Wednesday, December 19, 2007

Let's Not Confuse What Is Absolutely Basic With That Which Is Derived

John C. Wright:

Back when I was an atheist, I was not a materialist, because there seemed (to me, at least) to be insurmountable philosophical difficulties with the proposition that matter-in-motion was a complete explanation, or even an incomplete but satisfying one, for the mental life of men and animals.

Materialism is an idea, is it not? If materialism is true, at least one idea must be true, and I am aware of it. But if materialism is true, then the material brain-particles of which I am not aware, but which I hypothesize exist, are the real components of the thought, the only reality the thought has: and the thought itself, and my thoughts about the thought (such as my conclusion that it is true) have no necessary truth value.

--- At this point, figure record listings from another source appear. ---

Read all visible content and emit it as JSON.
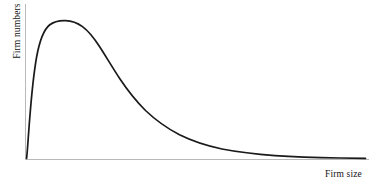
{
  "figure": {
    "background_color": "#ffffff",
    "width": 369,
    "height": 182
  },
  "axes": {
    "x_label": "Firm size",
    "y_label": "Firm numbers",
    "axis_color": "#b9b9b9",
    "x_axis": {
      "x_start": 25,
      "x_end": 369,
      "y": 159
    },
    "y_axis": {
      "x": 25,
      "y_start": 4,
      "y_end": 159
    }
  },
  "chart_data": {
    "type": "line",
    "title": "",
    "subtitle": "",
    "xlabel": "Firm size",
    "ylabel": "Firm numbers",
    "grid": false,
    "legend": null,
    "legend_position": "none",
    "axis_ticks": {
      "x": [],
      "y": []
    },
    "xlim": [
      0,
      100
    ],
    "ylim": [
      0,
      100
    ],
    "annotations": [],
    "series": [
      {
        "name": "Firm size distribution",
        "color": "#1a1a1a",
        "line_width": 1.7,
        "shape": "right-skewed lognormal",
        "peak_x": 13,
        "peak_y": 94,
        "x": [
          0,
          0.6,
          1.2,
          2,
          3,
          4.5,
          6,
          7.5,
          9,
          10.5,
          12,
          13,
          14.5,
          16.5,
          19,
          22,
          25,
          28,
          32,
          36,
          40,
          45,
          50,
          55,
          60,
          65,
          70,
          75,
          80,
          85,
          90,
          95,
          100
        ],
        "y": [
          0,
          6,
          20,
          42,
          62,
          78,
          87,
          91,
          93.5,
          94.5,
          94.8,
          94.5,
          93,
          89,
          83,
          74,
          65,
          57,
          47,
          39,
          32,
          25,
          19.5,
          15.5,
          12.5,
          10,
          8,
          6.5,
          5.4,
          4.6,
          4.1,
          3.8,
          3.6
        ]
      }
    ]
  },
  "curve_path": "M 26.6 158.4 C 27.5 150.5 28.3 136.0 29.6 120.0 C 31.3 98.0 33.6 74.0 36.6 57.0 C 40.0 38.5 44.6 29.0 49.5 25.0 C 54.5 21.0 60.0 20.4 65.5 20.6 C 71.5 20.8 77.0 22.6 82.5 26.6 C 88.5 31.0 94.0 38.0 99.5 46.5 C 106.0 56.5 113.0 68.5 120.0 79.0 C 128.0 91.0 136.5 101.5 145.5 110.5 C 156.0 120.5 167.5 128.5 179.5 134.8 C 193.0 141.5 207.5 146.0 222.0 149.0 C 239.0 152.3 257.0 154.3 275.0 155.6 C 296.0 157.0 318.0 157.6 340.0 158.0 C 350.0 158.1 358.0 158.2 365.5 158.3"
}
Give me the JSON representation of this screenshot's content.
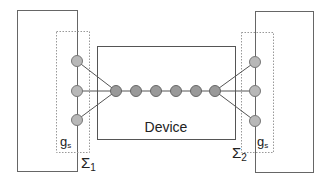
{
  "diagram": {
    "device_label": "Device",
    "left_region": {
      "label_main": "Σ",
      "label_sub": "1",
      "group_main": "g",
      "group_sub": "s"
    },
    "right_region": {
      "label_main": "Σ",
      "label_sub": "2",
      "group_main": "g",
      "group_sub": "s"
    },
    "colors": {
      "line": "#555555",
      "node_fill": "#b8b8b8",
      "node_stroke": "#777777",
      "chain_fill": "#999999",
      "dotted": "#999999"
    }
  }
}
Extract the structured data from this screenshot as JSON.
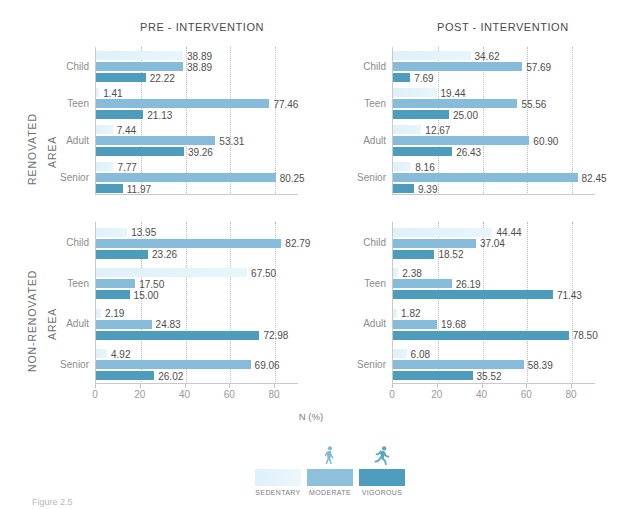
{
  "figure": {
    "caption": "Figure 2.5",
    "xaxis_title": "N (%)",
    "xticks": [
      0,
      20,
      40,
      60,
      80
    ],
    "xlim": [
      0,
      88
    ],
    "panel_titles": {
      "pre": "PRE - INTERVENTION",
      "post": "POST - INTERVENTION"
    },
    "group_labels": {
      "renovated_line1": "RENOVATED",
      "renovated_line2": "AREA",
      "nonrenovated_line1": "NON-RENOVATED",
      "nonrenovated_line2": "AREA"
    },
    "categories": [
      "Child",
      "Teen",
      "Adult",
      "Senior"
    ],
    "colors": {
      "sedentary": "#e4f3fa",
      "moderate": "#86bbd9",
      "vigorous": "#4d9cbb",
      "axis": "#c9c9c9",
      "grid": "#bcbcbc",
      "label_text": "#4e4e4e"
    }
  },
  "legend": {
    "position": "bottom-center",
    "items": [
      {
        "label": "SEDENTARY",
        "color": "#e4f3fa",
        "icon": "none"
      },
      {
        "label": "MODERATE",
        "color": "#86bbd9",
        "icon": "walking-person-icon"
      },
      {
        "label": "VIGOROUS",
        "color": "#4d9cbb",
        "icon": "running-person-icon"
      }
    ]
  },
  "chart_data": {
    "type": "bar",
    "orientation": "horizontal",
    "xlabel": "N (%)",
    "ylabel": "",
    "xlim": [
      0,
      88
    ],
    "xticks": [
      0,
      20,
      40,
      60,
      80
    ],
    "grid": true,
    "grid_axis": "x",
    "grid_style": "dotted",
    "categories": [
      "Child",
      "Teen",
      "Adult",
      "Senior"
    ],
    "series_names": [
      "SEDENTARY",
      "MODERATE",
      "VIGOROUS"
    ],
    "panels": [
      {
        "id": "pre-renovated",
        "column_title": "PRE - INTERVENTION",
        "row_title": "RENOVATED AREA",
        "series": [
          {
            "name": "SEDENTARY",
            "values": [
              38.89,
              1.41,
              7.44,
              7.77
            ]
          },
          {
            "name": "MODERATE",
            "values": [
              38.89,
              77.46,
              53.31,
              80.25
            ]
          },
          {
            "name": "VIGOROUS",
            "values": [
              22.22,
              21.13,
              39.26,
              11.97
            ]
          }
        ],
        "labels": [
          [
            "38.89",
            "38.89",
            "22.22"
          ],
          [
            "1.41",
            "77.46",
            "21.13"
          ],
          [
            "7.44",
            "53.31",
            "39.26"
          ],
          [
            "7.77",
            "80.25",
            "11.97"
          ]
        ]
      },
      {
        "id": "post-renovated",
        "column_title": "POST - INTERVENTION",
        "row_title": "RENOVATED AREA",
        "series": [
          {
            "name": "SEDENTARY",
            "values": [
              34.62,
              19.44,
              12.67,
              8.16
            ]
          },
          {
            "name": "MODERATE",
            "values": [
              57.69,
              55.56,
              60.9,
              82.45
            ]
          },
          {
            "name": "VIGOROUS",
            "values": [
              7.69,
              25.0,
              26.43,
              9.39
            ]
          }
        ],
        "labels": [
          [
            "34.62",
            "57.69",
            "7.69"
          ],
          [
            "19.44",
            "55.56",
            "25.00"
          ],
          [
            "12.67",
            "60.90",
            "26.43"
          ],
          [
            "8.16",
            "82.45",
            "9.39"
          ]
        ]
      },
      {
        "id": "pre-nonrenovated",
        "column_title": "PRE - INTERVENTION",
        "row_title": "NON-RENOVATED AREA",
        "series": [
          {
            "name": "SEDENTARY",
            "values": [
              13.95,
              67.5,
              2.19,
              4.92
            ]
          },
          {
            "name": "MODERATE",
            "values": [
              82.79,
              17.5,
              24.83,
              69.06
            ]
          },
          {
            "name": "VIGOROUS",
            "values": [
              23.26,
              15.0,
              72.98,
              26.02
            ]
          }
        ],
        "labels": [
          [
            "13.95",
            "82.79",
            "23.26"
          ],
          [
            "67.50",
            "17.50",
            "15.00"
          ],
          [
            "2.19",
            "24.83",
            "72.98"
          ],
          [
            "4.92",
            "69.06",
            "26.02"
          ]
        ]
      },
      {
        "id": "post-nonrenovated",
        "column_title": "POST - INTERVENTION",
        "row_title": "NON-RENOVATED AREA",
        "series": [
          {
            "name": "SEDENTARY",
            "values": [
              44.44,
              2.38,
              1.82,
              6.08
            ]
          },
          {
            "name": "MODERATE",
            "values": [
              37.04,
              26.19,
              19.68,
              58.39
            ]
          },
          {
            "name": "VIGOROUS",
            "values": [
              18.52,
              71.43,
              78.5,
              35.52
            ]
          }
        ],
        "labels": [
          [
            "44.44",
            "37.04",
            "18.52"
          ],
          [
            "2.38",
            "26.19",
            "71.43"
          ],
          [
            "1.82",
            "19.68",
            "78.50"
          ],
          [
            "6.08",
            "58.39",
            "35.52"
          ]
        ]
      }
    ],
    "panel_bar_order": {
      "pre-renovated": [
        [
          "sed",
          "38.89"
        ],
        [
          "mod",
          "38.89"
        ],
        [
          "vig",
          "22.22"
        ]
      ],
      "note": "Each category row draws 3 bars top-to-bottom in series order; in the post-nonrenovated Teen/Adult rows the longest bar is VIGOROUS."
    }
  }
}
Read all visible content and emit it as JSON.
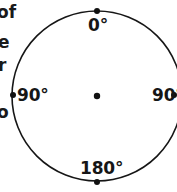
{
  "figure": {
    "background_color": "#ffffff",
    "stroke_color": "#161616",
    "text_color": "#161616"
  },
  "circle": {
    "center_x": 97,
    "center_y": 96,
    "radius": 85,
    "stroke_width": 1.6
  },
  "center_point": {
    "label": "center-dot",
    "x": 97,
    "y": 96,
    "radius": 3.2
  },
  "markers": [
    {
      "name": "marker-top",
      "x": 97,
      "y": 11,
      "radius": 3.0
    },
    {
      "name": "marker-bottom",
      "x": 97,
      "y": 182,
      "radius": 3.0
    },
    {
      "name": "marker-left",
      "x": 13,
      "y": 95,
      "radius": 3.0
    },
    {
      "name": "marker-right",
      "x": 174,
      "y": 95,
      "radius": 3.0
    }
  ],
  "labels": {
    "top": "0°",
    "bottom": "180°",
    "left": "90°",
    "right": "90°"
  },
  "edge_text_fragments": [
    {
      "text": "of"
    },
    {
      "text": "e"
    },
    {
      "text": "r"
    },
    {
      "text": "o"
    }
  ],
  "chart_data": {
    "type": "scatter",
    "title": "",
    "xlabel": "",
    "ylabel": "",
    "categories": [
      "0°",
      "90°",
      "180°",
      "90°"
    ],
    "values": [
      0,
      90,
      180,
      90
    ],
    "series": [
      {
        "name": "bearing-marks",
        "points": [
          {
            "angle_deg": 0,
            "label": "0°",
            "position": "top"
          },
          {
            "angle_deg": 90,
            "label": "90°",
            "position": "right"
          },
          {
            "angle_deg": 180,
            "label": "180°",
            "position": "bottom"
          },
          {
            "angle_deg": 270,
            "label": "90°",
            "position": "left"
          }
        ]
      }
    ],
    "grid": false,
    "legend": "none"
  }
}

In other words, by accepting materialism, I am accepting that the things I know directly and without reasonable doubt, without any interposing medium of sense impressions, i.e. my thoughts and my self-awareness, are an illusion or an epiphenomenon whose reality is open to question; but I am also accepting that theoretical particles that I have never seen, i.e. my brain-electrons, are the only reality whose reality I can firmly affirm.

It seems like I am giving up something I know for certain in exchange for a highly doubtful theory based on not a single fact or single bit of evidence about a group of entities whose existence I know only through deduction -- and yet deduction is a type of thinking.